Former Saatchi advertising maestro Dominic O’Meara wants to show us all the path to social media enlightenment with his new startup, Supernova.
It is being marketed as an ethical alternative for Instagram and Facebook, which have been accused of spreading misinformation and causing mental health problems. O’Meara wants to test his belief that a growing slice of the population is craving a life- affirming, glass-half-full outlook instead.
And with a pledge to donate over half of its earnings to charitable causes, he explained that if Supernova can coax a mere one per cent of the social media advertising market away from the big players, he’ll be handing £600m to charities every year.
“That one per cent is completely possible,” O’Meara said. “People are cheering us on: they think it’s about time someone brought an alternative to this market, and one that is ethically driven.”
Recent studies show that teens and young people are abandoning Instagram and Facebook in droves. But while Mark Zuckerberg may have been shaken by whistleblower Frances Haugen’s claims that the platform stokes division in pursuit of profit, it’s safe to say his spot among the super-rich elite is firmly cemented by an estimated $89bn (£65bn) personal fortune.
O’Meara said the Supernova concept began by imagining a network that shared its wealth democratically with content creators. But even taking Facebook – the daddy of them all – as an example, he calculated the weekly share of the spoils for its three billion users would amount to just a few pounds a week each. Instead, he came up with the idea of pointing them toward a higher, more altruistic cause.
“I realised there’s no point in us trying to take these tiny crumbs off the table,” O’Meara said. “What we need to do is pool all that money together, and then channel it towards positive outcomes.”
To that end, 60 per cent of Supernova’s ad revenue is paid into an action fund, with users deciding how the cash is divided between eight causal areas. “A ‘like’ of your post is not a ‘like’. It’s like a vote for your post and it’s a vote for the share of the action fund,” O’Meara explained. The main target audience are Millennials, and Gen Zers.
What about business customers. O’Meara said he offers an alternative for brands keen to distance themselves from toxicity, citing 2020’s #StopHateForProfit boycott, in which more than 1,000 advertisers pulled millions of dollars in ad spend from Facebook.
“These mainstream platforms have become argumentative, tense environments – because that’s the way they’ve been allowed to grow up,” he said. “Advertisers are fed up with the status quo, the toxicity.”
It’s about time someone brought an alternative to this market, and one that is ethically driven
Supernova’s new users will enjoy an experience that is similar to Instagram. Behind the familiar-looking interface, though, O’Meara promises human moderators tasked with weeding out hate.
At the time of writing, they had only a few thousand Supernova users to monitor, as O’Meara has opted for the softest of soft launches, eschewing an “uncool” onslaught of advertising for more organic, word-of-mouth growth. But he insists that human moderation – in tandem with artificial intelligence – is achievable even with explosive growth.
“If you set some kind of example, focus people’s minds and imagination on something more purposeful and positive, then you give people a different set of values right from the outset,” O’Meara said. “It’s not about having armies of moderators to weed out nasty content: it’s about conditioning people to not produce nasty content in the first place.”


_What the task asks_
Search the material and gather each line with "Image" in it.

_Information supplied_
----
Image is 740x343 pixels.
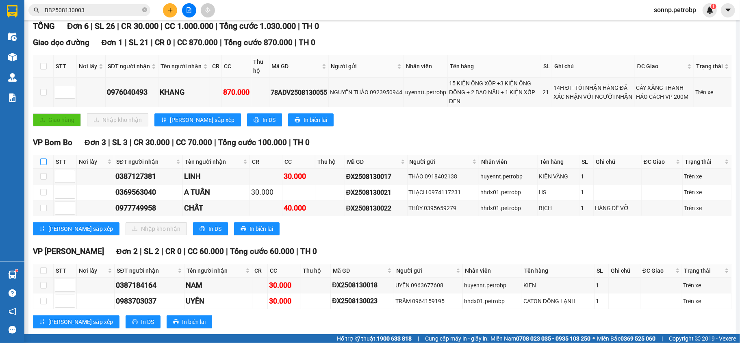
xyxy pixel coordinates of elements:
----
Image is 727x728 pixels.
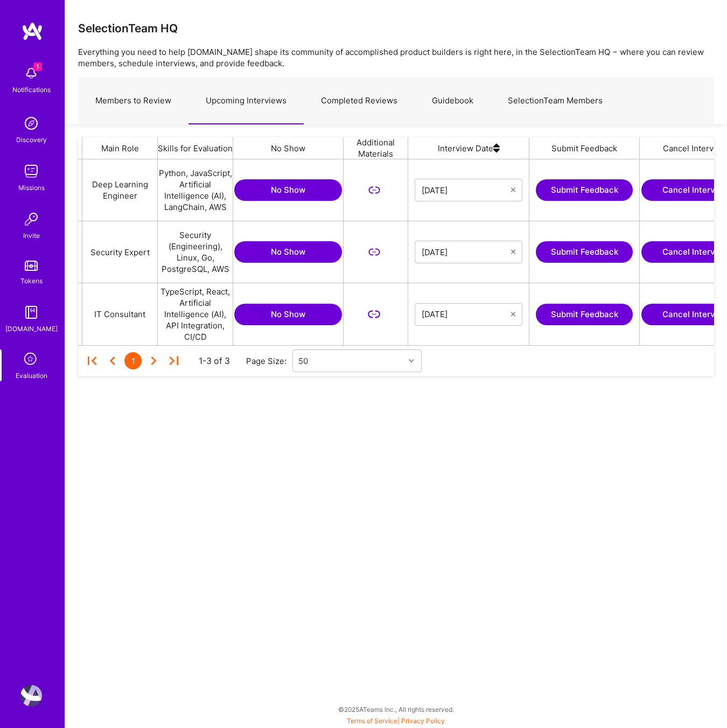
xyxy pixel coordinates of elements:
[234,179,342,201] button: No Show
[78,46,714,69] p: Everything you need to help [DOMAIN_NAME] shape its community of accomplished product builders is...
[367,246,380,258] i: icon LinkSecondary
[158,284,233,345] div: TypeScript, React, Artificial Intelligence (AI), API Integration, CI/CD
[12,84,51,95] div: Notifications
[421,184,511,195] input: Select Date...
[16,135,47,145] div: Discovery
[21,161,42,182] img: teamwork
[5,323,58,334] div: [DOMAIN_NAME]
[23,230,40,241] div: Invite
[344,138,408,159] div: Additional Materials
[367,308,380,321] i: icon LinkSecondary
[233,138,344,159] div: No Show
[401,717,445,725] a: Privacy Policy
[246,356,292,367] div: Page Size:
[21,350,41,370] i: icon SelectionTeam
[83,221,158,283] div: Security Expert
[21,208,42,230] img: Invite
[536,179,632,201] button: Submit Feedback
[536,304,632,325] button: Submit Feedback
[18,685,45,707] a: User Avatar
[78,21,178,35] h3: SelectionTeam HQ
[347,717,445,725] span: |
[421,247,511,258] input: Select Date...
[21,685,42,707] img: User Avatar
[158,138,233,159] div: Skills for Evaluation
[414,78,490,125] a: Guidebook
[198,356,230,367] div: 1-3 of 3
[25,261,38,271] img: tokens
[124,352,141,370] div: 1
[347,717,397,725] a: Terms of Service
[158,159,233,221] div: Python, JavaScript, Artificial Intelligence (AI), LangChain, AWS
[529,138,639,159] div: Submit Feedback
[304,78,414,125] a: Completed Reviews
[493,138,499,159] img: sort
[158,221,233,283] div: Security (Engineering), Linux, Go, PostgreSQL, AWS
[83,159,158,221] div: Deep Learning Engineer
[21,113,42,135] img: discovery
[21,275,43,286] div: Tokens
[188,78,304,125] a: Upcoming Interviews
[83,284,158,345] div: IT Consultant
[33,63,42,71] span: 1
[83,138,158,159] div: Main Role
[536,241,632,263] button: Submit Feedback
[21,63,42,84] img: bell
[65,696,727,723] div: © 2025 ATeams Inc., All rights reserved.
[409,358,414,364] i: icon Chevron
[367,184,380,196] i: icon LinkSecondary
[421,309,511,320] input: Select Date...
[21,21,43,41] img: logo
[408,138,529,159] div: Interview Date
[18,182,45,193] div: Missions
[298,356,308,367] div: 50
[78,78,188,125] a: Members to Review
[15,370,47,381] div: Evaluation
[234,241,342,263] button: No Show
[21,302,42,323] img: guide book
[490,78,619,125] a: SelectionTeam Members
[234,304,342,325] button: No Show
----
_Task result_
Image is 740x343 pixels.
Image is 727x728 pixels.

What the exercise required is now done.